Disinformation and opinion are two peas in the same pod, NPR seemed to imply – at least, as long as that opinion runs contrary to the mainstream narrative. 

Jaime Settle, director of the Social Networks and Political Psychology Lab at the College of William & Mary, said the Daily Wire was responding to a demand for “outrage politics” and suggested Shapiro was holding the marketplace of ideas hostage with disinformation – without actually lying.

Despite no evidence that the New York Post’s bombshell stories on the younger Biden’s laptop contents were false, they were declared by NPR as “not really stories” and “just pure distractions” that waste the time of readers and viewers.

It’s no secret Shapiro is backed by the money of right-wing billionaires who reliably pushed his content before any organic fanbase existed to do so – but he’s hardly the only political pundit to rely on outside funding to get his message across. 

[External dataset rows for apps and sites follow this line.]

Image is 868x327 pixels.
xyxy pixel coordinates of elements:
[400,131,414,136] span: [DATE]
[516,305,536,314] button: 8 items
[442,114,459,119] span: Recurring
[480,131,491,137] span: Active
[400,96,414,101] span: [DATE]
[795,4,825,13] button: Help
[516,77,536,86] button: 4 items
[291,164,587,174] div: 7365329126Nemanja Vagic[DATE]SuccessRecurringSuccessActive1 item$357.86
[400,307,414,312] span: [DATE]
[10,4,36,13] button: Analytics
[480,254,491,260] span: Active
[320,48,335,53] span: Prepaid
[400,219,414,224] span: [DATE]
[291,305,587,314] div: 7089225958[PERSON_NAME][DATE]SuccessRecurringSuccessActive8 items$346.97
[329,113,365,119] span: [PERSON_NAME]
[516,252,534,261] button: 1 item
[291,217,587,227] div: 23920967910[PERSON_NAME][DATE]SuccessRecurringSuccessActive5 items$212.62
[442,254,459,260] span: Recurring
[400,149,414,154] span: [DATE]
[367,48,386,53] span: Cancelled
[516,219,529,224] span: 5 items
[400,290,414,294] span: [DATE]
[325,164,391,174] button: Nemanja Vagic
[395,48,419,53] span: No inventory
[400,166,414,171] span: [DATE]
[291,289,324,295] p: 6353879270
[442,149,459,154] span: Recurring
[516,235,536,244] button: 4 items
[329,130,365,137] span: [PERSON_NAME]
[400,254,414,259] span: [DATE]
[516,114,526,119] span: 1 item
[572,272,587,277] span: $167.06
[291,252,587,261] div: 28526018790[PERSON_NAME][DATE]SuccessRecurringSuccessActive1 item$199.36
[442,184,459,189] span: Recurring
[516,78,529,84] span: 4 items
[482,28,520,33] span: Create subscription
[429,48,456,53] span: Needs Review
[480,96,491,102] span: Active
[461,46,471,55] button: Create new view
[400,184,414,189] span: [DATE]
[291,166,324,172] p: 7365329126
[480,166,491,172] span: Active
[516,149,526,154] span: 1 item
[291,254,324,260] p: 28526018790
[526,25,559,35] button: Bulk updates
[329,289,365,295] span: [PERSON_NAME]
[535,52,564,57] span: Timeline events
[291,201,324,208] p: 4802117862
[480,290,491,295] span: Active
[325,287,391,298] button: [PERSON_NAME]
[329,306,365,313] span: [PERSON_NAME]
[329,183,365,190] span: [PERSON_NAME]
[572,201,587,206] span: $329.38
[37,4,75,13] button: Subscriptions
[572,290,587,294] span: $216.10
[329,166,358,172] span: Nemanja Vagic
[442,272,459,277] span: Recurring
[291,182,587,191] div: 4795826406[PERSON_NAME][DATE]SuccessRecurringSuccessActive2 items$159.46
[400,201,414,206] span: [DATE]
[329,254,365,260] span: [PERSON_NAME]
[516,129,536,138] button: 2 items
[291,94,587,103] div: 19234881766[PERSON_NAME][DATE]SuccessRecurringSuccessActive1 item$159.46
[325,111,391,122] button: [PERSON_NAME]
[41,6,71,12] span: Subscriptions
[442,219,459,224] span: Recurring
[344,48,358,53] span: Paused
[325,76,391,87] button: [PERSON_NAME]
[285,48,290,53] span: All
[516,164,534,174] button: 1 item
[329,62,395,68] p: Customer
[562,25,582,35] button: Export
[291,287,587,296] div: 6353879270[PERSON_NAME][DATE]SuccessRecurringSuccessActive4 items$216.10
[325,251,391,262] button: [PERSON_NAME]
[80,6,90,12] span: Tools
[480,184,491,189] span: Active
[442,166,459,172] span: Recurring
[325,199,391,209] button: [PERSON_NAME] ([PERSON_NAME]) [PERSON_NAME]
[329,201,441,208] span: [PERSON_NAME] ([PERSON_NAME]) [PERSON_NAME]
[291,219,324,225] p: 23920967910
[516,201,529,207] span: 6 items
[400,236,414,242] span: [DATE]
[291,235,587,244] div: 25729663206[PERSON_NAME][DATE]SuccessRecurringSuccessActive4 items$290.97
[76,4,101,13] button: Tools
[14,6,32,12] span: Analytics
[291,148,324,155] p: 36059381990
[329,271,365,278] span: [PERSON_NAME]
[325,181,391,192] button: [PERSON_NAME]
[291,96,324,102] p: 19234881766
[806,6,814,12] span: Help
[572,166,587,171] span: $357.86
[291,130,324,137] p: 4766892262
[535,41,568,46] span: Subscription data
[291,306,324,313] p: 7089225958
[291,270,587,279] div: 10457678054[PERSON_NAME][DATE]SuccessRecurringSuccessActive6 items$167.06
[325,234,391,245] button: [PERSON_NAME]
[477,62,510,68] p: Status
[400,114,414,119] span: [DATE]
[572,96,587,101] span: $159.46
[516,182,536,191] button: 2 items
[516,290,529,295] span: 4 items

Indeed, the Young Turks, a formerly progressive news outlet who analyzed Shapiro’s funding ‘machine’ in a 2018 article, have seen their channel’s own politics swing far to the neoliberal center following a $20-million donation from Clinton backer Jeffrey Katzenberg in 2017.

Ironically, the narrative managers seem stubbornly incapable of grasping how they themselves are responsible for Shapiro’s success. By making it impossible for authentic alt-media figures – those without the wealthy sponsors that Shapiro and his ilk have leveraged to victory – to remain on social media thanks to a never-ending stream of reported rule violations (a ‘cyberbullying’ claim here, a spurious YouTube strike there), only the wealthy and well-connected can get anywhere near the public eye if they’re peddling something more than mainstream pablum. 

NPR can’t even seem to figure out the source of its loathing for Shapiro. In its Monday writeup, it acknowledged that most of the Daily Wire’s content was not original reporting, but news from other sites repackaged “with a conservative slant” and given “an intellectual sheen.”

It then rolled out ThinkProgress and Popular Information founder Judd Legum to complain that for this “minimal effort,” the Daily Wire is “rewarded with massive engagement on Facebook.

Ultimately, while NPR may point its finger at Shapiro for his “outrage-based business model,” it’s the narrative managers whose Trump-centric worldview – increasingly stale as the man’s presidency fades into the rearview mirror – leaves its audience frothing at the mouth. The Bad Orange Man occupies endless free real estate inside their heads, and outrage keeps them coming back.

Unfortunately for them, that audience is shrinking, and their new tactics based on targeting non-Trump conservative figures – Fox News’ Tucker Carlson, for instance – aren’t exactly bringing home the bacon. 

No one is falling for this latest redefinition of ‘disinformation’ as ‘facts or opinions we don’t like’ – and even some CNN guests have had enough of the moralizing smugness that pours out of the television in waves.

NPR’s hypocrisy wasn’t lost on social media, where many pointed out that NPR was ginning up outrage against Shapiro’s alleged outrage-producing machine in order to – some suggested – call for the removal of a better-performing competitor from Facebook.

NPR’s defenders did point out that the network stopped short of actually calling for Shapiro’s removal from the airwaves, however.